The RNR is the tax rate in mills that would generate the same property tax revenue in dollars as levied the previous year using the current tax year’s assessed valuation. Administrator April Warden further explained the rate at the commission’s July 18 meeting.

“This is something that was implemented last year, and we went through it for the first time in 2021,” she said. “It’s very confusing for the constituents. It’s very confusing for those of us who have only been through it one time.”

Warden said with many unhappy with the tax lid, the legislature opted to replace it with the RNR, which was implemented through Senate Bill 13 and House Bill 2104, which established new notice and public hearing requirements if a proposed budget was to exceed the rate.

“The tax lid was about actual dollars,” she said. “The revenue neutral rate is about the mill levy not total dollars.”

For fiscal year 2022, which ended June 30, the mill levy was 47.604, and 2021’s final assessed valuation was $247,029,956, making one mill worth $247,029. Under the proposed fiscal year 2023 budget, the mill levy would drop to 43.433, and as of June 8, the estimated valuation was $263,553,248.

“We will not have final certification of valuation until the November abstract,” Warden said. “However, your budgets have to be certified and sent to the state prior to that, so we have to use what we know for now.”

Warden too said current outstanding appeals  before the Board of Tax Appeals could affect the valuation as well, but as of June 8, one mill was equal to $263,553. Because of valuation not being certified until November and the outstanding appeals, she proposed exceeding the RNR.

“Please know that does not mean when it comes time to have your budget hearings, you will exceed it, but if you don’t provide the notice of intent to exceed and something happens where we do have to exceed it, you’re not allowed to do that, and you’re set at what the valuation is, what it changes to and how you’re going to set your budget,” she said.

Warden said it is not the intention of the commission to raise the mill levy, and with the proposed rate already down 4.171 mills from the previous fiscal year, exceeding the RNR could still be below the 2022 number.

“I’m asking you to hold the hearing to exceed the revenue neutral rate in the event we find out your valuation does change in your N ovember abstract,” she said.

Warden emphasized wanting to exceed the RNR is primarily due to the late finalization of valuation.

“If valuation changes, that’s why we’re going to go ahead and do the notice of intent to exceed,” she said.

Under the RNR law, indication of the rate and intent to exceed it must come with a proposed mill levy.
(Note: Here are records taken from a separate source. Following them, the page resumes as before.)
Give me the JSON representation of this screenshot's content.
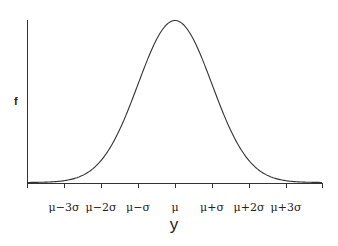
{
  "chart_data": {
    "type": "line",
    "title": "",
    "xlabel": "y",
    "ylabel": "f",
    "tick_labels": [
      "μ−3σ",
      "μ−2σ",
      "μ−σ",
      "μ",
      "μ+σ",
      "μ+2σ",
      "μ+3σ"
    ],
    "tick_positions_sigma": [
      -3,
      -2,
      -1,
      0,
      1,
      2,
      3
    ],
    "x_range_sigma": [
      -4,
      4
    ],
    "y_range": [
      0,
      1
    ],
    "grid": false,
    "legend": null,
    "series": [
      {
        "name": "normal pdf",
        "x_sigma": [
          -4,
          -3.5,
          -3,
          -2.5,
          -2,
          -1.5,
          -1,
          -0.5,
          0,
          0.5,
          1,
          1.5,
          2,
          2.5,
          3,
          3.5,
          4
        ],
        "values_relative": [
          0.0003,
          0.0022,
          0.0111,
          0.0439,
          0.1353,
          0.3247,
          0.6065,
          0.8825,
          1.0,
          0.8825,
          0.6065,
          0.3247,
          0.1353,
          0.0439,
          0.0111,
          0.0022,
          0.0003
        ]
      }
    ],
    "colors": {
      "curve": "#333333",
      "axis": "#333333",
      "text": "#222222"
    }
  },
  "labels": {
    "y_axis": "f",
    "x_axis": "y"
  }
}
Warden said after talking with county financial counselors, that rate would be set at 45.619.

Also under the law, a public hearing has to take place between Aug. 20 and Sept. 20 to allow for comment on the possible exceeding of the RNR. 

With a vote of 4-1, with Commissioner Steve Helm voting against, commissioners approved having that hearing at the board’s first September meeting. That meeting will start at 5:30 p.m. Sept. 6 in the commission chambers in the Administration Building. The vote likewise set the new proposed mill levy at 45.619.